Server types and transports
Each scheme in a Corefile key picks a different Server constructor:
| Scheme | Server type | Source |
|---|---|---|
dns:// (default) |
Server (UDP+TCP) |
core/dnsserver/server.go |
tls:// |
ServerTLS (DoT) |
core/dnsserver/server_tls.go |
https:// |
ServerHTTPS (DoH over HTTP/2) |
core/dnsserver/server_https.go |
https3:// |
ServerHTTPS3 (DoH3) |
core/dnsserver/server_https3.go |
quic:// |
ServerQUIC (DoQ) |
core/dnsserver/server_quic.go |
grpc:// |
ServergRPC |
core/dnsserver/server_grpc.go |
The HTTPS, HTTPS3, and QUIC servers translate their wire format to and from dns.Msg and then call the same (*Server).ServeDNS so plugins are transport-agnostic. DoH adds an HTTPRequestKey value to the context so plugins can read the original *http.Request.

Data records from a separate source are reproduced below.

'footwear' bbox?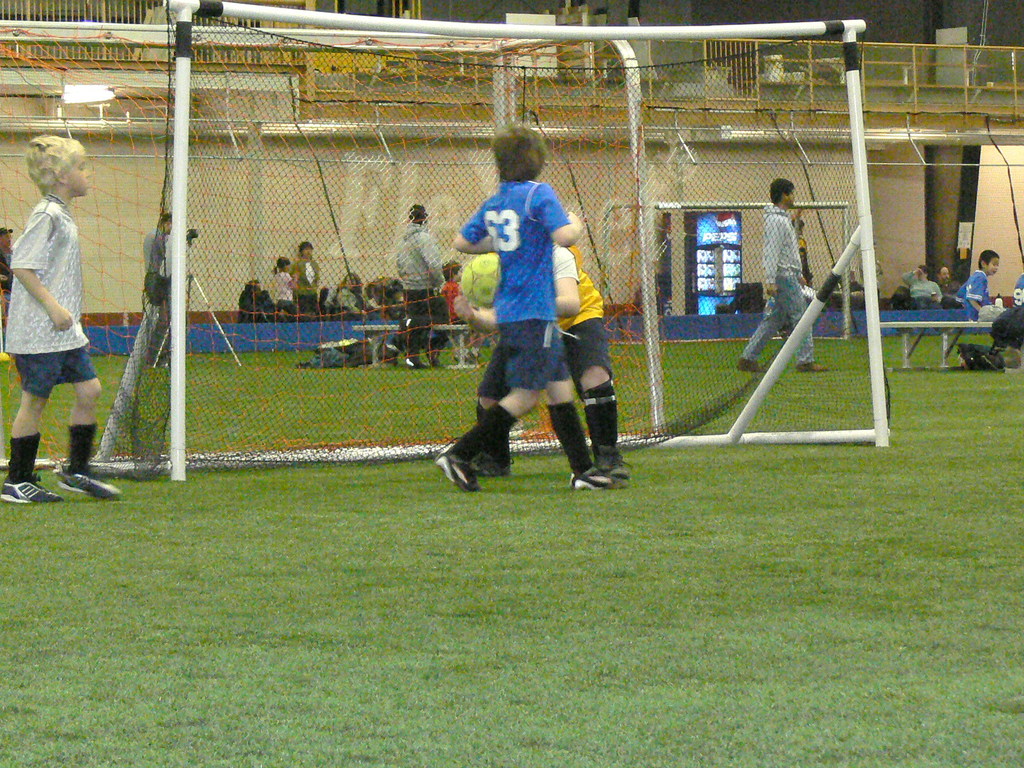
595 448 630 484
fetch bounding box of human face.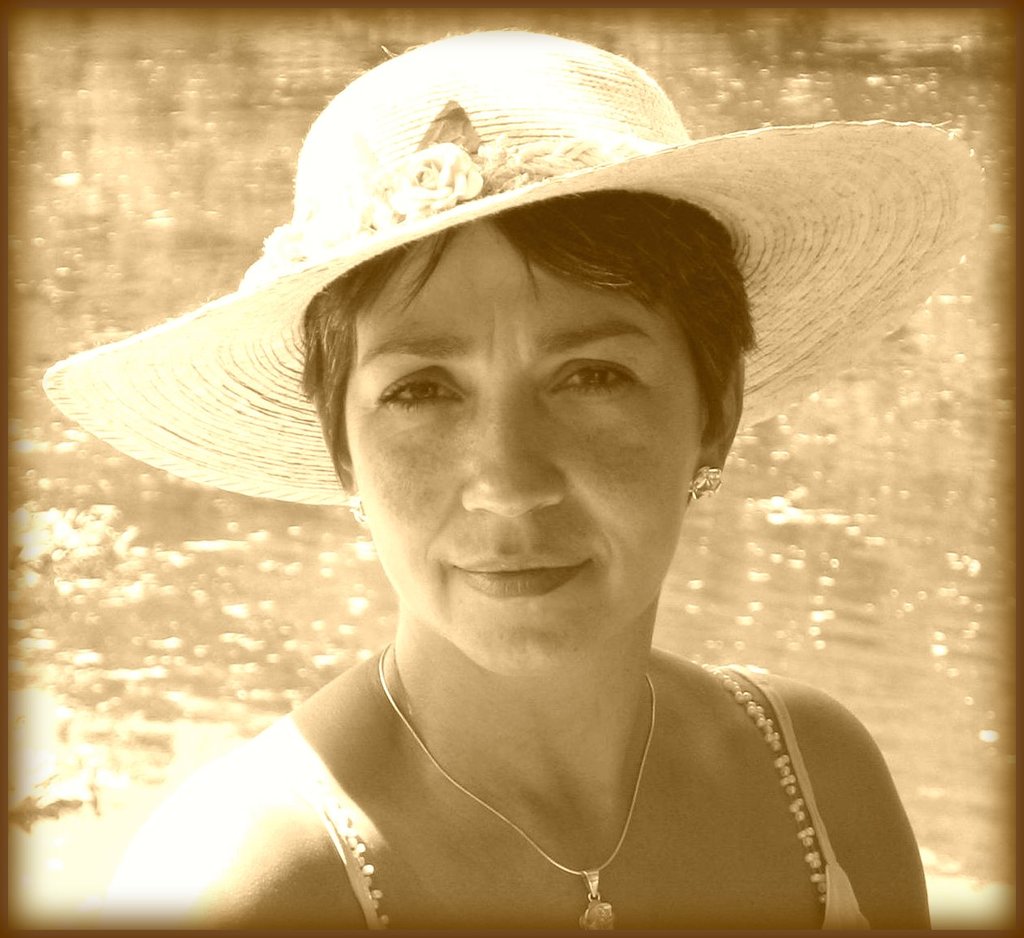
Bbox: rect(348, 221, 698, 678).
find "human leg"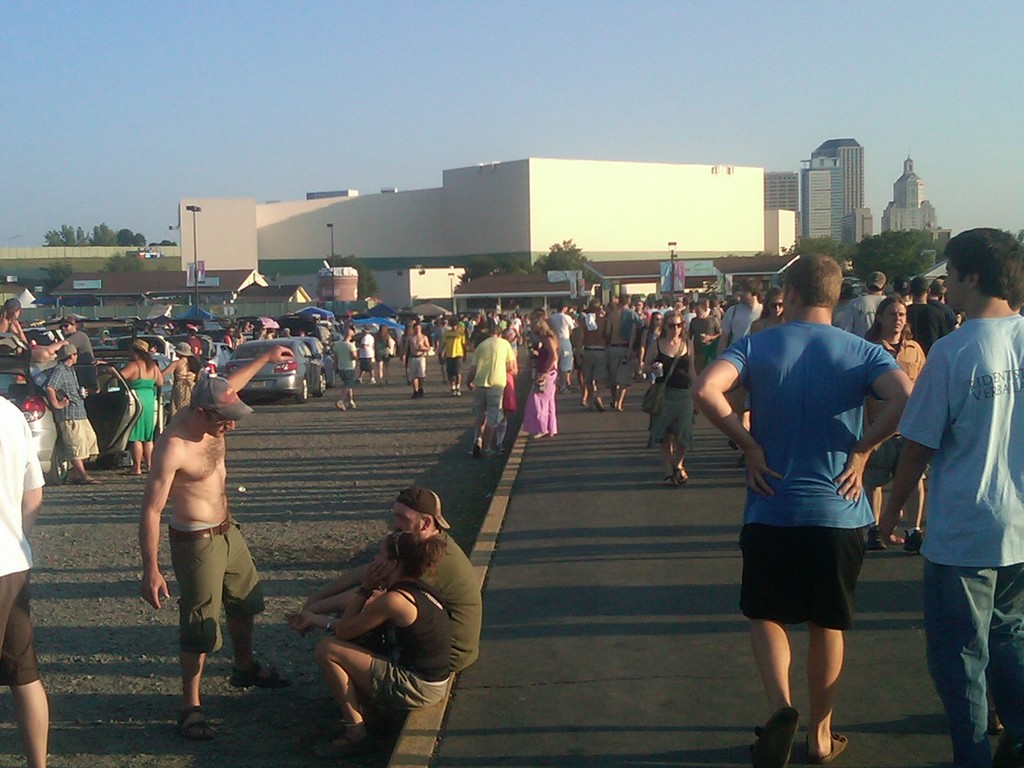
742 620 787 765
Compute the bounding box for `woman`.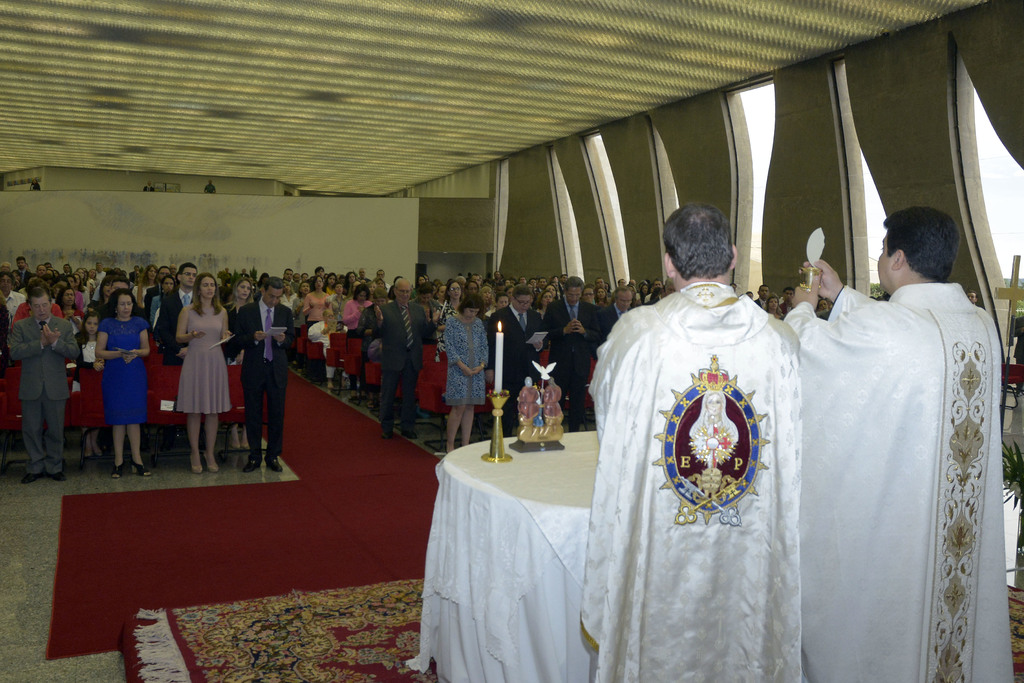
rect(135, 263, 161, 324).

Listening sockets use plugin/pkg/reuseport so reload events can hand sockets between processes. PROXY protocol and a UDP session tracking cache for Cloudflare Spectrum live in core/dnsserver/server.go and plugin/pkg/proxyproto. See Transports for the full picture.
Cross-cutting concerns
- Metrics. The
prometheusplugin (plugin/metrics/) exports a single/metricsendpoint; the server itself writes core counters viaplugin/metrics/vars. See How to monitor. - Tracing. The
traceplugin (plugin/trace/) installs a tracer onServer.trace;plugin.NextOrFailurestarts a child span for each downstream plugin. - Metadata. Plugins implementing
MetadataCollectorare bookmarked on the config; the server callsCollectonce per request before the chain runs, populatingmetadata.Mdfor downstream plugins. - Reload. The
reloadplugin (plugin/reload/) periodically rehashes the Corefile and triggers a Caddy graceful restart on change. - Health and readiness.

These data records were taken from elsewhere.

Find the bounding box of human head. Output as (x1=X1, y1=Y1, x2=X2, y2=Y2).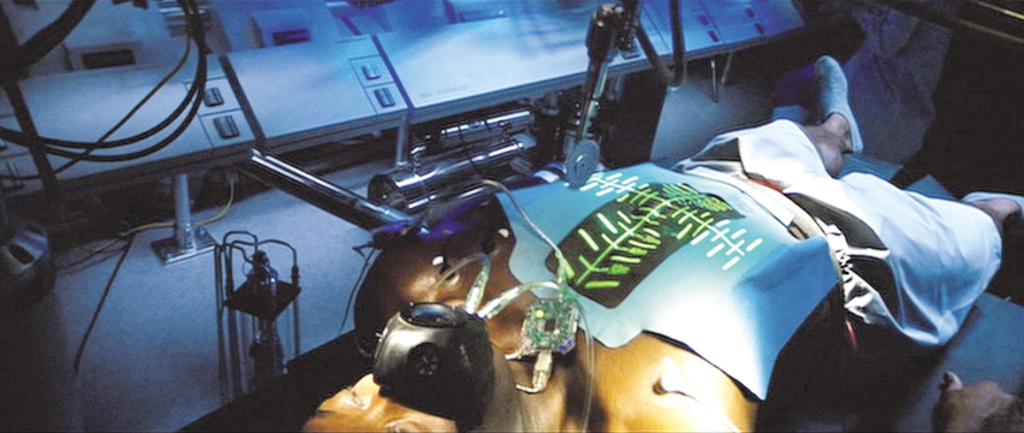
(x1=302, y1=367, x2=459, y2=432).
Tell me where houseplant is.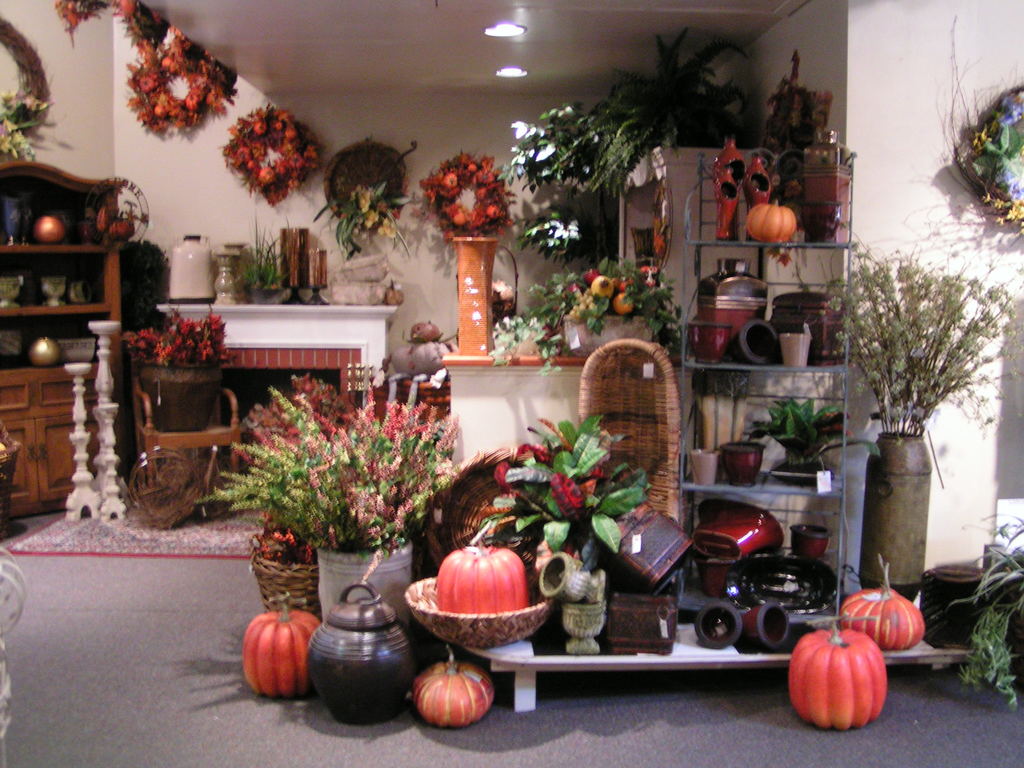
houseplant is at 747:387:884:483.
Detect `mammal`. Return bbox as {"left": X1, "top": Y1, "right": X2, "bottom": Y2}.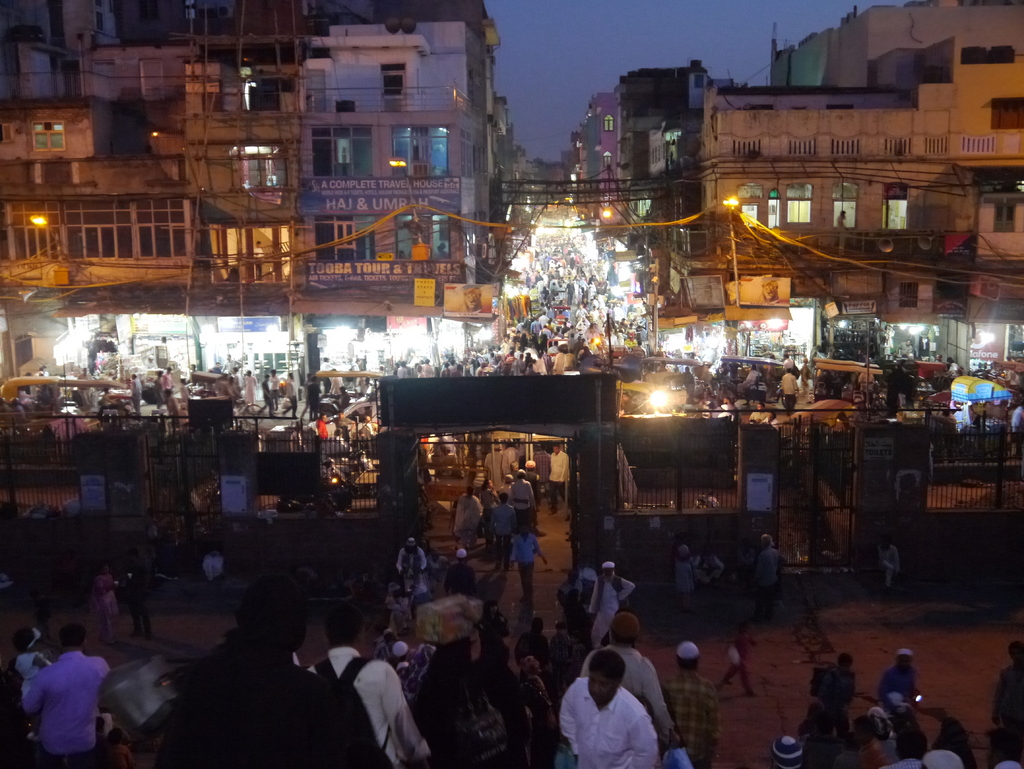
{"left": 513, "top": 470, "right": 536, "bottom": 531}.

healthandreadyplugins each run a small HTTP server (/health,/ready) on a dedicated port. - Views. A
viewplugin makes a server block conditional on a CEL-like expression;MakeServerswires itsFilterinto the config'sFilterFuncs, evaluated inServer.ServeDNS.

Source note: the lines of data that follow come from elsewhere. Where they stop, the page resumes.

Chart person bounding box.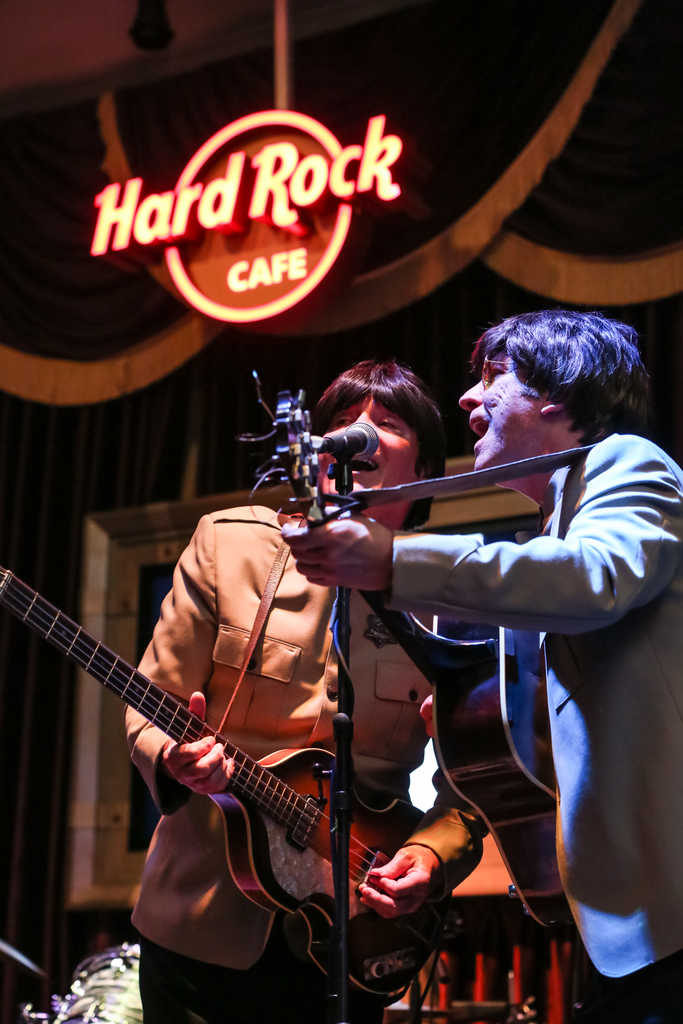
Charted: region(120, 354, 489, 1022).
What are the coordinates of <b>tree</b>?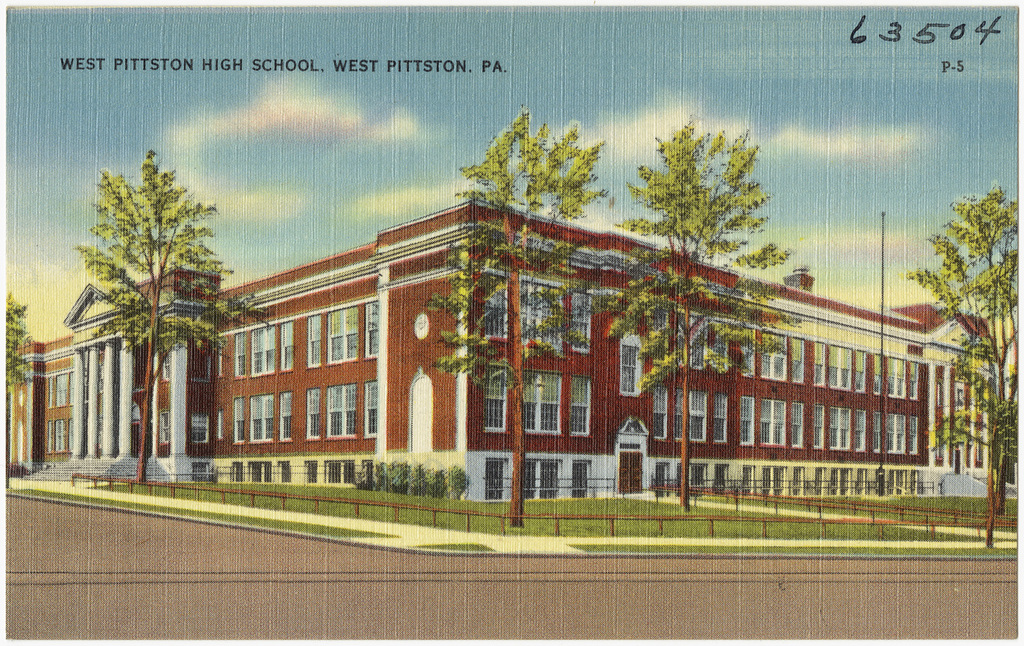
(433, 118, 598, 523).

Build-time code generation
plugin.cfg is the single source of truth for which plugins are compiled in. make gen (or go generate coredns.go) runs:
directives_generate.go→ writescore/plugin/zplugin.go(blank imports) andcore/dnsserver/zdirectives.go(the orderedDirectivesslice).owners_generate.go→ updatesCODEOWNERSbased on plugin ownership.
The COREDNS_PLUGINS environment variable can append extra plugins to the build without editing plugin.cfg. See Build and code generation.
Where to read next
- DNS server — the Server, Config, and request dispatch in detail.
- Plugin system — the
Handler/Plugininterfaces, registration, and chain compilation. - Plugins overview — the catalog of in-tree plugins grouped by purpose.
- Transports — how DoT, DoH, DoH3, DoQ, and gRPC work on top of the same server.
- Reference: configuration — Corefile, flags, environment variables, generated files.